Key details that remain unconfirmed
Several factors that will shape individual payouts have not yet surfaced in publicly accessible filings. The exact payout formula, the claims administrator’s contact information, documentation standards for proving losses, and whether partial records will be accepted all remain open questions as of June 2026. Most data breach settlements include language in which the defendant denies wrongdoing while still providing compensation, but without the underlying agreement, that is an assumption rather than a confirmed fact in this case.
Why the four-year gap between breach and deadline matters most
The most significant obstacle for claimants is not the size of the fund. It is the timeline. The breach happened in December 2021. Customers were not notified until June 2022. And now, in mid-2026, they are being asked to reconstruct financial harm from more than four years ago.
That kind of delay is not unusual in data breach litigation, but it creates a real barrier for ordinary people. Bank statements from 2021 and 2022 may have been discarded or cycled out of online banking portals. Credit monitoring subscriptions purchased in a panic after the notification letter arrived may not have generated receipts that are easy to locate years later. The customers most harmed by the breach, those who spent hours on the phone disputing charges or freezing credit reports, are often the least likely to have kept a paper trail.

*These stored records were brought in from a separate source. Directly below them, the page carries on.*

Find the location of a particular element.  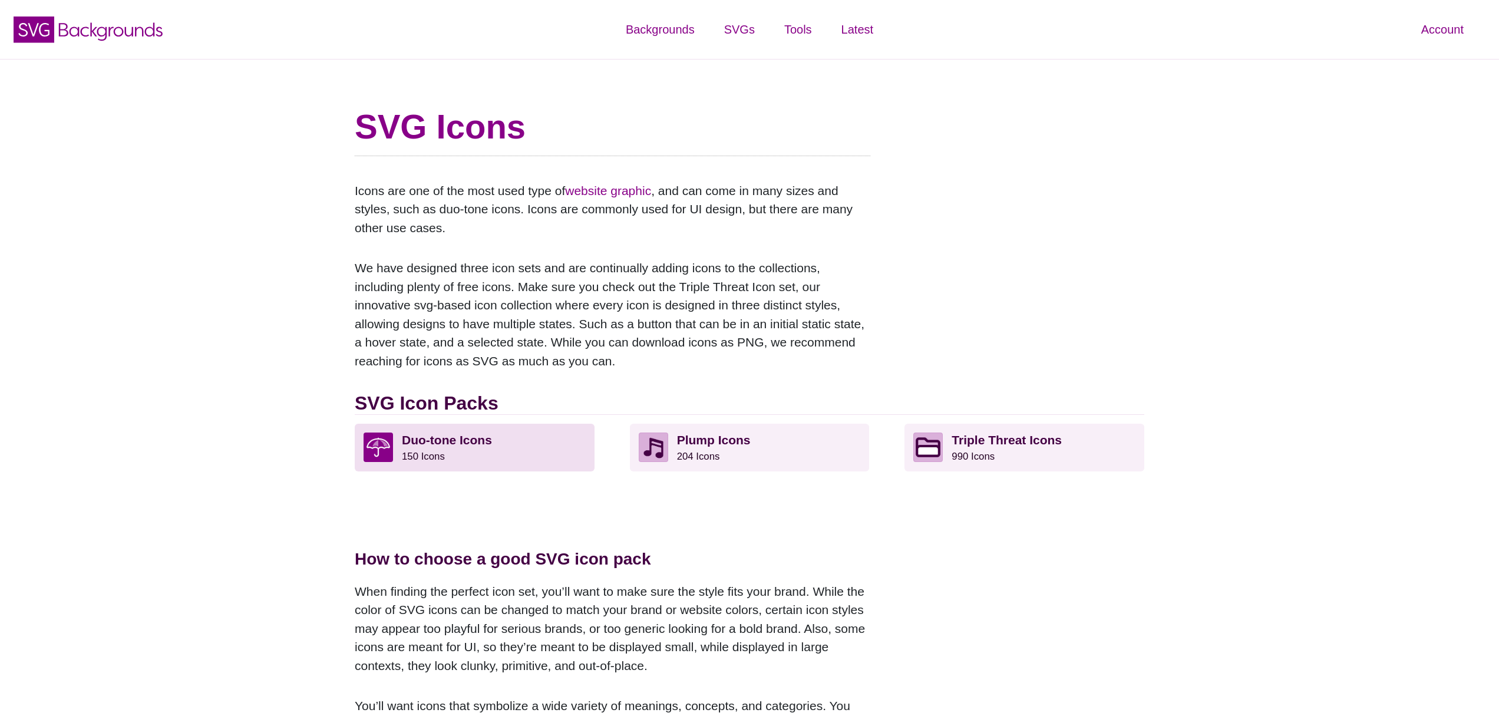

h3: How to choose a good SVG icon pack is located at coordinates (612, 559).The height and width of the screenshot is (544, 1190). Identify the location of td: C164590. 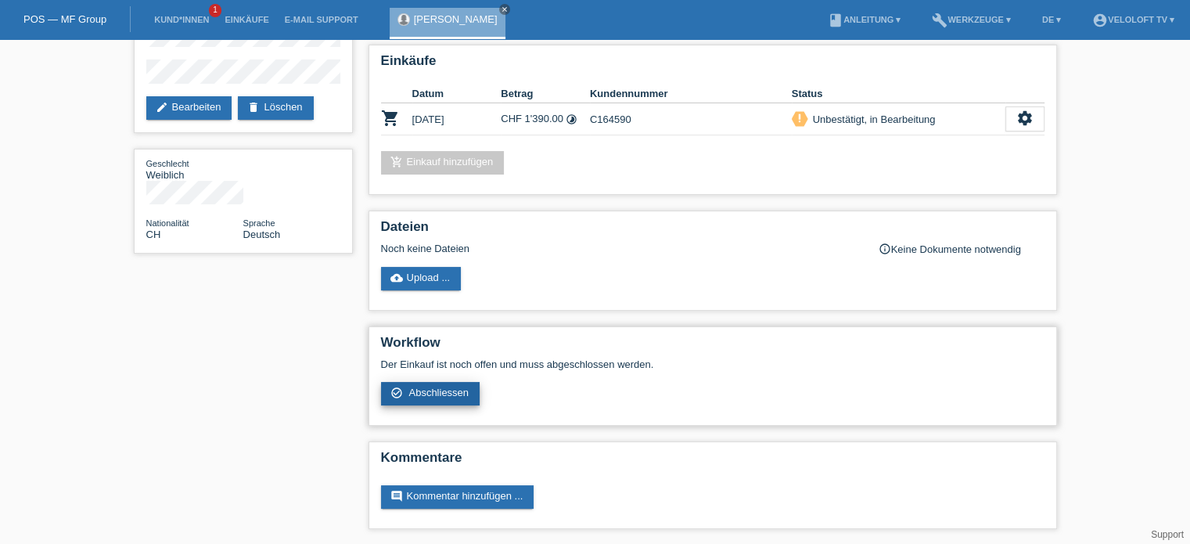
(691, 119). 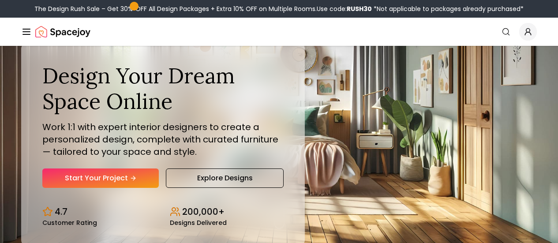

The Maine Attorney General’s office maintains a multi-year breach history spreadsheet that logs reported incidents across companies and sectors. Within that dataset, Flagstar stands out for both the volume of affected individuals and the length of the detection gap. Until the full settlement documents and claims process go public, the most reliable picture of this case comes from those state regulatory filings and court reporting. The confirmed facts point to a major exposure of sensitive personal data and a substantial, though finite, compensation fund. What remains to be seen is how many of the 2.19 million eligible customers can turn that opportunity into an actual check before August 11.